In fact, Tokyo Olympics officials are suggesting that the government relax immigration regulations to allow athletes to enter Tokyo before the planned games in 2021 and train during a 14-day quarantine period, according to ESPN. The CEO of the organizing committee, Toshiro Muro, said “We have to consider the uniqueness of the athletes and also their activities” when asked about the suggestion. The accuracy of testing in different countries, the inevitable dangers of public transportation once the athletes are in the city and the different stages that each country is in during the pandemic are all factors that are being considered in this important decision.

Currently, the games are scheduled to start July 23, 2021. A common question being asked is why the games can’t just be scheduled for 2022 or later when the worst of the pandemic is over. The simple answer to this question is that hosting the olympics is an enormous task for any country.

“First of all, you need to secure the availability of the Olympic Village, since that is at the heart of the Games,” says the International Olympic Committee (IOC) website. “The same applies to all the sports venues. Thousands of people will need to carry on working. All the partners, sponsors and regional and local governments need to pull together. Postponement will involve restrictions and compromises on the part of everyone involved.”

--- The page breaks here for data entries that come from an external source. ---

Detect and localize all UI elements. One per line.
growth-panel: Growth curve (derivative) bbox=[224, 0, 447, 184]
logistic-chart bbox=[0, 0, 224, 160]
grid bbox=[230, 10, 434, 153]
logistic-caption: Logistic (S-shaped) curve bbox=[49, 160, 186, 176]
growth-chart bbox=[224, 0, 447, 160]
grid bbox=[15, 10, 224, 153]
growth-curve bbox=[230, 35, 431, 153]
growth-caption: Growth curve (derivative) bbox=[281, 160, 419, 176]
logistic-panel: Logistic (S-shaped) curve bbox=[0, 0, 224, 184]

Strangely enough, this isn’t the first time the Tokyo Olympics have been drastically interfered with. Both the Summer and Winter Olympics were set to happen in Japan 1937, the summer event in Tokyo (like it was supposed to be in 2020) and the winter event in Sapporo. Sadly, Japan’s government said they couldn’t host these games after the country sparked war with China. The summer games were then to be held in Helsinki, Finland, while the winter games were to be held in Garmisch-Partenkirchen, Germany. These Olympics – scheduled for 1939 – were cancelled, however, after the Nazis invaded Poland. This was the second time the Olympics had been cancelled since the games’ rebirth in 1896.

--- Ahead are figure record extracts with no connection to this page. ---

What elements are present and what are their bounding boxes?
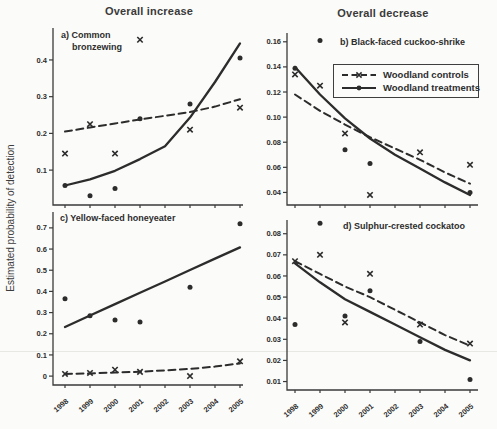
legend-label-controls: Woodland controls xyxy=(383,69,469,80)
svg-text:0.04: 0.04 xyxy=(266,188,281,197)
svg-text:2002: 2002 xyxy=(152,397,171,415)
panel-a-plot: 0.10.20.30.4 xyxy=(37,28,243,208)
treatments-point xyxy=(293,322,298,327)
svg-text:0.16: 0.16 xyxy=(266,37,281,46)
svg-text:0.1: 0.1 xyxy=(37,166,47,175)
controls-point xyxy=(137,37,142,42)
svg-text:0.06: 0.06 xyxy=(266,163,281,172)
treatments-point xyxy=(238,221,243,226)
svg-text:1998: 1998 xyxy=(52,397,71,415)
svg-text:0.1: 0.1 xyxy=(37,351,47,360)
svg-text:0.10: 0.10 xyxy=(266,113,281,122)
controls-point xyxy=(367,192,372,197)
controls-point xyxy=(342,131,347,136)
treatments-point xyxy=(138,116,143,121)
legend: Woodland controls Woodland treatments xyxy=(333,64,479,98)
treatments-point xyxy=(343,147,348,152)
panel-label-b: b) Black-faced cuckoo-shrike xyxy=(340,37,465,49)
panel-label-c: c) Yellow-faced honeyeater xyxy=(60,213,175,225)
svg-text:2004: 2004 xyxy=(432,401,451,419)
fit-line-treatments xyxy=(295,263,470,360)
controls-point xyxy=(367,271,372,276)
svg-text:0.2: 0.2 xyxy=(37,129,47,138)
legend-item-treatments: Woodland treatments xyxy=(341,82,472,93)
svg-text:2003: 2003 xyxy=(407,402,426,420)
treatments-point xyxy=(63,296,68,301)
panel-label-d-text: d) Sulphur-crested cockatoo xyxy=(343,221,465,231)
svg-text:2003: 2003 xyxy=(177,397,196,415)
panel-label-d: d) Sulphur-crested cockatoo xyxy=(343,221,465,233)
treatments-point xyxy=(343,314,348,319)
legend-item-controls: Woodland controls xyxy=(341,69,472,80)
svg-text:2000: 2000 xyxy=(332,402,351,420)
panel-b-plot: 0.040.060.080.100.120.140.16 xyxy=(266,33,478,208)
treatments-point xyxy=(188,285,193,290)
fit-line-treatments xyxy=(65,43,240,185)
treatments-point xyxy=(368,161,373,166)
controls-point xyxy=(187,373,192,378)
svg-text:2001: 2001 xyxy=(357,402,376,420)
svg-text:1999: 1999 xyxy=(307,402,326,420)
fit-line-controls xyxy=(295,261,470,346)
svg-text:0.4: 0.4 xyxy=(37,287,48,296)
panel-label-a-line1: a) Common xyxy=(61,30,111,40)
treatments-point xyxy=(293,66,298,71)
svg-text:0: 0 xyxy=(43,372,47,381)
treatments-point xyxy=(113,317,118,322)
treatments-point xyxy=(188,102,193,107)
svg-text:2002: 2002 xyxy=(382,402,401,420)
controls-point xyxy=(62,151,67,156)
panel-c-plot: 00.10.20.30.40.50.60.7199819992000200120… xyxy=(37,212,246,414)
svg-text:2000: 2000 xyxy=(102,397,121,415)
treatments-point xyxy=(238,56,243,61)
svg-text:0.12: 0.12 xyxy=(266,88,281,97)
svg-text:0.05: 0.05 xyxy=(266,293,281,302)
dashed-line-x-swatch-icon xyxy=(341,70,377,80)
controls-point xyxy=(187,127,192,132)
controls-point xyxy=(317,83,322,88)
svg-text:0.04: 0.04 xyxy=(266,314,281,323)
fit-line-controls xyxy=(295,95,470,184)
svg-text:0.3: 0.3 xyxy=(37,308,47,317)
legend-label-treatments: Woodland treatments xyxy=(383,82,480,93)
svg-text:0.14: 0.14 xyxy=(266,62,281,71)
svg-text:2001: 2001 xyxy=(127,397,146,415)
treatments-point xyxy=(468,377,473,382)
controls-point xyxy=(467,162,472,167)
svg-text:0.5: 0.5 xyxy=(37,266,47,275)
panel-label-a-line2: bronzewing xyxy=(61,42,122,54)
svg-text:1998: 1998 xyxy=(282,402,301,420)
treatments-point xyxy=(113,186,118,191)
svg-text:0.02: 0.02 xyxy=(266,356,281,365)
treatments-point xyxy=(318,38,323,43)
controls-point xyxy=(237,105,242,110)
controls-point xyxy=(342,320,347,325)
svg-text:0.06: 0.06 xyxy=(266,272,281,281)
figure: Overall increase Overall decrease Estima… xyxy=(0,0,497,429)
svg-text:0.4: 0.4 xyxy=(37,56,48,65)
treatments-point xyxy=(63,183,68,188)
treatments-point xyxy=(418,339,423,344)
svg-text:0.08: 0.08 xyxy=(266,138,281,147)
controls-point xyxy=(467,341,472,346)
svg-text:0.7: 0.7 xyxy=(37,223,47,232)
svg-text:0.08: 0.08 xyxy=(266,229,281,238)
svg-text:2005: 2005 xyxy=(457,402,476,420)
svg-text:1999: 1999 xyxy=(77,397,96,415)
treatments-point xyxy=(318,221,323,226)
svg-text:0.01: 0.01 xyxy=(266,377,281,386)
svg-text:0.6: 0.6 xyxy=(37,245,47,254)
treatments-point xyxy=(88,313,93,318)
svg-text:0.2: 0.2 xyxy=(37,329,47,338)
controls-point xyxy=(292,72,297,77)
controls-point xyxy=(87,122,92,127)
treatments-point xyxy=(138,320,143,325)
svg-text:2005: 2005 xyxy=(227,397,246,415)
svg-text:2004: 2004 xyxy=(202,396,221,414)
svg-text:0.03: 0.03 xyxy=(266,335,281,344)
panel-label-a: a) Common bronzewing xyxy=(61,30,122,53)
treatments-point xyxy=(468,190,473,195)
fit-line-controls xyxy=(65,99,240,131)
treatments-point xyxy=(368,288,373,293)
svg-text:0.3: 0.3 xyxy=(37,92,47,101)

In total, the events have only been cancelled three times. The 2020 Tokyo Olympics actually made history for being the first Olympic Games to ever be postponed since the games’ revival, according to the Los Angeles Times.

In 1916 the Olympics were set to happen in Berlin, but were cancelled due to World War I. “The city later hosted the 1936 Olympics after Adolf Hitler had risen to power,” Chuck Schilken said, a staff writer for the Los Angeles Times. “Those games would be the last for 12 years because of World War II.”

WWII also led to the cancellation of the Olympics in 1944. London was set to hold the Summer Olympics that year and Cortina d’Ampezzo, Italy the Winter Olympics. Both of these cities, along with Tokyo and Helinski, were able to get a second chance at hosting these groundbreaking events in the years to come.

In addition to the health considerations, it is expected that some athletes will take part in some form of protest at the 2021 Tokyo Olympics (should they occur) due to the call for racial justice happening all over the world. “Such displays are not presently allowed at the Olympics, but international conversations about possible changes are taking place due to the fraught times in which we are living, with the Black Lives Matter movement gaining traction during Donald Trump’s controversial and divisive presidency,” Christine Brennan said in USA Today.

Should the 2021 Tokyo Olympics happen, they are sure to be unlike any other games before. While these potential changes may be drastic, the games’ uniting message will always stay the same no matter how many changes are made. It’s also important to remember that whether or not the 2021 Olympics become a reality, there will always be more Olympics to come in the future.